A Ho Chi Minh City court on Thursday sentenced a notary public to eight years behind bars for trying “to topple the people’s administration.”
Tran Cong Khai, 56, was given the sentence together with three years of house arrest to be served after the jail term.
His indictment said that the so-called “Provisional Government of Vietnam” had been founded in the U.S. in October 1990 and headed by Dao Minh Quan, a 67-year-old Vietnamese American.
This is a reactionary organization that has incited haters to sabotage Vietnam’s stability, with a view to toppling the Vietnamese people’s administration, according to what was written in the document.
As a lawyer from 1989 to 2009 and a notary at a notary office in District 7, Ho Chi Minh City, Khai understood the local law but he still joined Quan’s organization and persuaded others to follow suit.
In 2017, he discussed with some others plans to sabotage the Asia-Pacific Economic Cooperation (APEC) Summit in the central city of Da Nang, attended by U.S. President Donald Trump and other world leaders.
Khai also prepared a list of people particpating in a “referendum” to “elect” Quan as president of the self-proclaimed “Third Republic of Vietnam” in order to subvert the Vietnamese state.
He admitted to all the charges at the court in Ho Chi Minh City and pleaded for a commutation so he could be reunited with his family soon.
The jury announced the sentence after careful consideration.
On Monday, the People’s Court of Ho Chi Minh City sentenced Nguyen Michael PhuongMinh, a 55-year-old American citizen, to 12 years in prison for his “activity to topple the people’s administration."
His accomplices – Huynh Duc Thanh Binh, a 23-year-old college student, and Tran Long Phi, a 21-year-old from the southern province of Dong Nai – were handed a jail term of 10 and eight years, respectively, for the same offense.
A fourth defendant, 67-year-old Huynh Duc Thinh, who is Binh’s father, was sentenced to one year of imprisonment for “failing to report criminals.”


*Action item*: Each line that includes "title" must be copied from the records.

/---

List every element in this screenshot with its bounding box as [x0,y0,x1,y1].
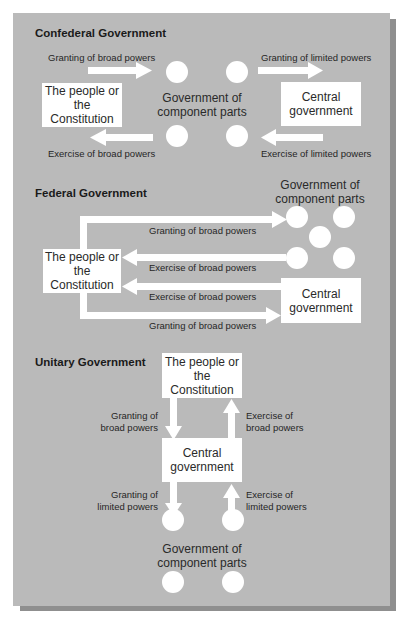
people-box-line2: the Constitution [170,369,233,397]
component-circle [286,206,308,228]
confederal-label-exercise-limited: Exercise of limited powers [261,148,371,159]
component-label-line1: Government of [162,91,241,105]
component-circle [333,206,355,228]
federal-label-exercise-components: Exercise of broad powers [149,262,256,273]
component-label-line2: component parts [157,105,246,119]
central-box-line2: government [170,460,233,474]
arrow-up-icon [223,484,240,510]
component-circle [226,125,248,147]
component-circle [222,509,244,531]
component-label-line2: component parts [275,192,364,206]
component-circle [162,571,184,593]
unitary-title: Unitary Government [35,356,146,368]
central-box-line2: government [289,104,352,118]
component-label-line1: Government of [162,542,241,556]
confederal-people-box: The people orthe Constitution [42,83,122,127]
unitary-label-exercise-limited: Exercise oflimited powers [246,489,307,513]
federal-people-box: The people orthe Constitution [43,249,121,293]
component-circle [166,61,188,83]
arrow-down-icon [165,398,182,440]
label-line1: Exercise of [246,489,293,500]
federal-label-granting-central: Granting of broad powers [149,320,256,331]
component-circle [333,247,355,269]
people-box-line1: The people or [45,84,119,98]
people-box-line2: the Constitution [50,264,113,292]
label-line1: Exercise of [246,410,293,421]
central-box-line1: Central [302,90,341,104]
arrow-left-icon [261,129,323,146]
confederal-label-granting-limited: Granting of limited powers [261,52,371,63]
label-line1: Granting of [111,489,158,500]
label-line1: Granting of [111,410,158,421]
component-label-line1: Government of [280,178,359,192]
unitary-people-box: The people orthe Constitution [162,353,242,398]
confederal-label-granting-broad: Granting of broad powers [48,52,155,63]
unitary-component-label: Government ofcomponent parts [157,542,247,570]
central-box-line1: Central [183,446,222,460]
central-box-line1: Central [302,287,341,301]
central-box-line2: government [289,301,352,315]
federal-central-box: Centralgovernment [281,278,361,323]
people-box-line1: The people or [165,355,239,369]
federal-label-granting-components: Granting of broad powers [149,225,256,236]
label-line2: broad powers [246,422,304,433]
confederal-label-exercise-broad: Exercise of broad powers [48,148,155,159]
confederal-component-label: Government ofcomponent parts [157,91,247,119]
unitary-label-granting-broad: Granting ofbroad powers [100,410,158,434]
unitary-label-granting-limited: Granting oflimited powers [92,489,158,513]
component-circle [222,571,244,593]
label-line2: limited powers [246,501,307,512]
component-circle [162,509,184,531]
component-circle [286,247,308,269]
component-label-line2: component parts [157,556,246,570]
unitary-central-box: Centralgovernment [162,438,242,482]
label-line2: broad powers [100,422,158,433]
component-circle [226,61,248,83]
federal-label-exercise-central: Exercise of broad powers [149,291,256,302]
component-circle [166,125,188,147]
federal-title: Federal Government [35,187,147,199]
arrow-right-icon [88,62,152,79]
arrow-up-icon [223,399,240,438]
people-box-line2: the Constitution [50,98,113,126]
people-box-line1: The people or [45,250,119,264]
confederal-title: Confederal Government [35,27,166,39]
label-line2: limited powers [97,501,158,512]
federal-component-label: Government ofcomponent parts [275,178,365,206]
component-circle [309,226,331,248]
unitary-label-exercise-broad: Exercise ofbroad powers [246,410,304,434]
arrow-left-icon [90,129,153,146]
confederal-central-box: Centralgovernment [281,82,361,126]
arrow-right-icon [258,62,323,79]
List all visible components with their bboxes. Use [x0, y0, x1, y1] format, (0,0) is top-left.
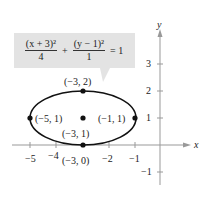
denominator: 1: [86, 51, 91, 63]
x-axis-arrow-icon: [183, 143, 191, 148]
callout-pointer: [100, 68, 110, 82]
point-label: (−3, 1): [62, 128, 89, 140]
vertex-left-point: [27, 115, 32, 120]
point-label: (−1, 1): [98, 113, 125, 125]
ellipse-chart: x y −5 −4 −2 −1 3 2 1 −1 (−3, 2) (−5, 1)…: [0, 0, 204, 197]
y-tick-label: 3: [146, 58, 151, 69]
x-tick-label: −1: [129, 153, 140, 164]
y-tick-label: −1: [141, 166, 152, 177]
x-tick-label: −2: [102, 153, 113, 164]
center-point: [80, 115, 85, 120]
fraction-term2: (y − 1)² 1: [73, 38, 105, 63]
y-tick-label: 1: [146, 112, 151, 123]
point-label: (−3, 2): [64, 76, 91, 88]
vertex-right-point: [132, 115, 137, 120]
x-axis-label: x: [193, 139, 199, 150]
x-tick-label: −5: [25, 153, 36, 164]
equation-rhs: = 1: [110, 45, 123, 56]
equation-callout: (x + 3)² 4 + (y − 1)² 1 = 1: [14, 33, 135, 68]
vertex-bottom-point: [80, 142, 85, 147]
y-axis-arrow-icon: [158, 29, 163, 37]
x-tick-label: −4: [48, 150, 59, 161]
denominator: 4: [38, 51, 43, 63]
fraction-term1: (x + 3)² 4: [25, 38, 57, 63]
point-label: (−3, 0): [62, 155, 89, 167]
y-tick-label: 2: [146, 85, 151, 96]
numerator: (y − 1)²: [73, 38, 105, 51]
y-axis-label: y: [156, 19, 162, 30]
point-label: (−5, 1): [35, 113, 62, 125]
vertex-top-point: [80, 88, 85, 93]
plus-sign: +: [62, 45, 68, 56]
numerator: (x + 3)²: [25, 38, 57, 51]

\---

*Written answer*:
unitary-title: Unitary Government [35,356,146,368]
federal-title: Federal Government [35,187,147,199]
confederal-title: Confederal Government [35,27,166,39]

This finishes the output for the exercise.